Participation is costly
Involving the required human rights and children’s rights experts in standards-making processes sounds simple, but in reality, having meaningful input into standards-making processes requires sustained input over a long period of time. First, it is necessary to join your national standards-making body, which sometimes carries a fee of more than $1,000 per year. Then there are meetings to attend, submissions to be made, and the whole process requires time, resources and stamina. All things that tend to be scarce within the human rights and children’s rights sector. Because technical standards are generally led by industry, the imbalance of power in this situation is stark, and as standards take on a quasi-regulatory role in the tech sector, there is a real risk of regulatory capture.

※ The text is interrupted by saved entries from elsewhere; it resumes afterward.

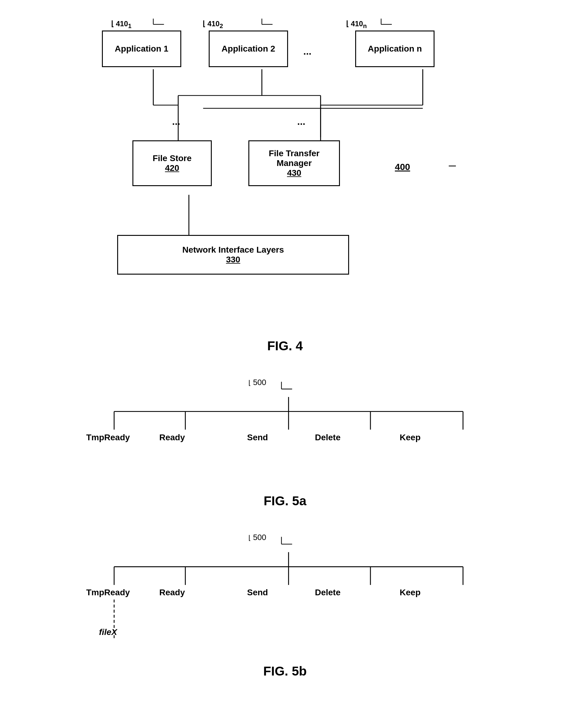  I want to click on ref-410-2: ⌊ 4102, so click(213, 24). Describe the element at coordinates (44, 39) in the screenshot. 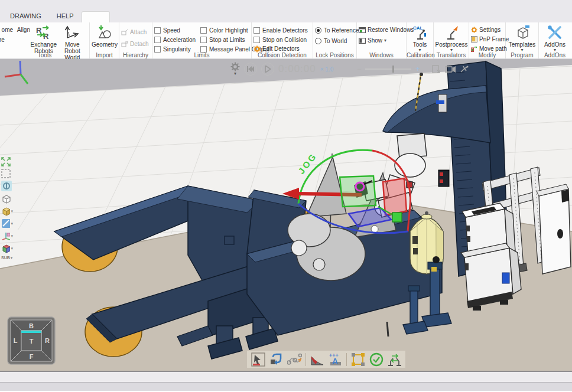

I see `exchange-robots-button: R R Exchange Robots` at that location.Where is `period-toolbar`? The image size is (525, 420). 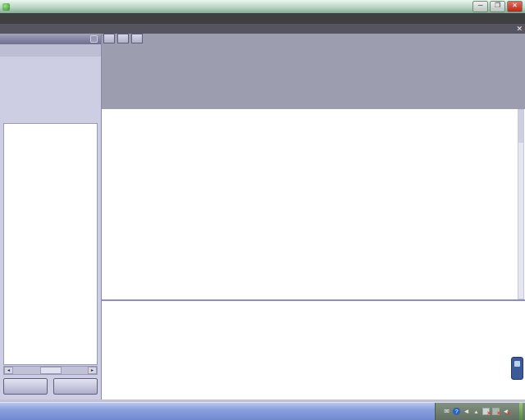
period-toolbar is located at coordinates (313, 39).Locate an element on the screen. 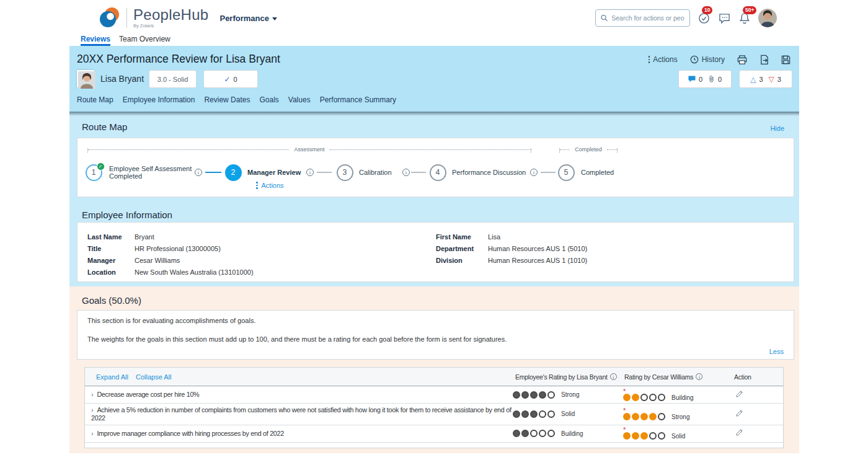 The width and height of the screenshot is (868, 465). field-label: Division is located at coordinates (462, 260).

While the first technical standard on age assurance, PAS 1296:2018, was pioneered by the British Standards Institute, followed by the IEEE 2089.1 standard in 2024, ISO is now dominating the global technical standards space on this topic, with ISO/IEC 27566-1:2025 Age Assurance Systems being the most advanced effort to create a global standard for age assurance. This is a three-part set of standards consisting of an overarching framework which has already been published, together with two more detailed standards which cover technical approaches, guidance for implementation and approaches to analysis or comparison. According to a UNICEF case study, there is potential for this standard to detail how age-assurance tools can be developed to ensure they are effective while also respecting broader human rights, and to set clear guidelines for the collection and use of training data in AI-driven age-assurance solutions, helping to reduce bias for child users.
The extent to which the final ISO standard incorporates comprehensive protections for children’s rights and human rights principles more broadly depends largely on who is part of the drafting process. So this is a call to action if you are with a digital rights organization or an individual human rights expert to get involved via your national standards-making body. And if you are a donor wondering where your funds might have a targeted and tangible impact, go fund some of these digital rights groups to get involved with their national standards-making bodies, especially those in the Global South who tend to be underrepresented in the development of ‘global’ standards.
We predict that technical standards are likely to be where the rubber hits the road when it comes to implementing human rights and children rights respecting age assurance tools. That is why this is important right now.
Standards alone aren’t enough
Once global standards on age assurance are finalized, whether by ISO or another standards-making body, the next step will be to ensure that certification bodies are equipped with the expertise to audit age assurance companies against the human rights and children’s rights requirements written into the standards. It is also important, of course, for experts in human rights and children’s rights to be part of any subsequent certification process to assess whether any specific age assurance tool meets the designated standard.
This does not, however, by any means let regulators off the hook. Technical standards should never be a replacement for robust regulations drafted by governments, along with detailed implementing regulations that incorporate constitutional and human rights laws.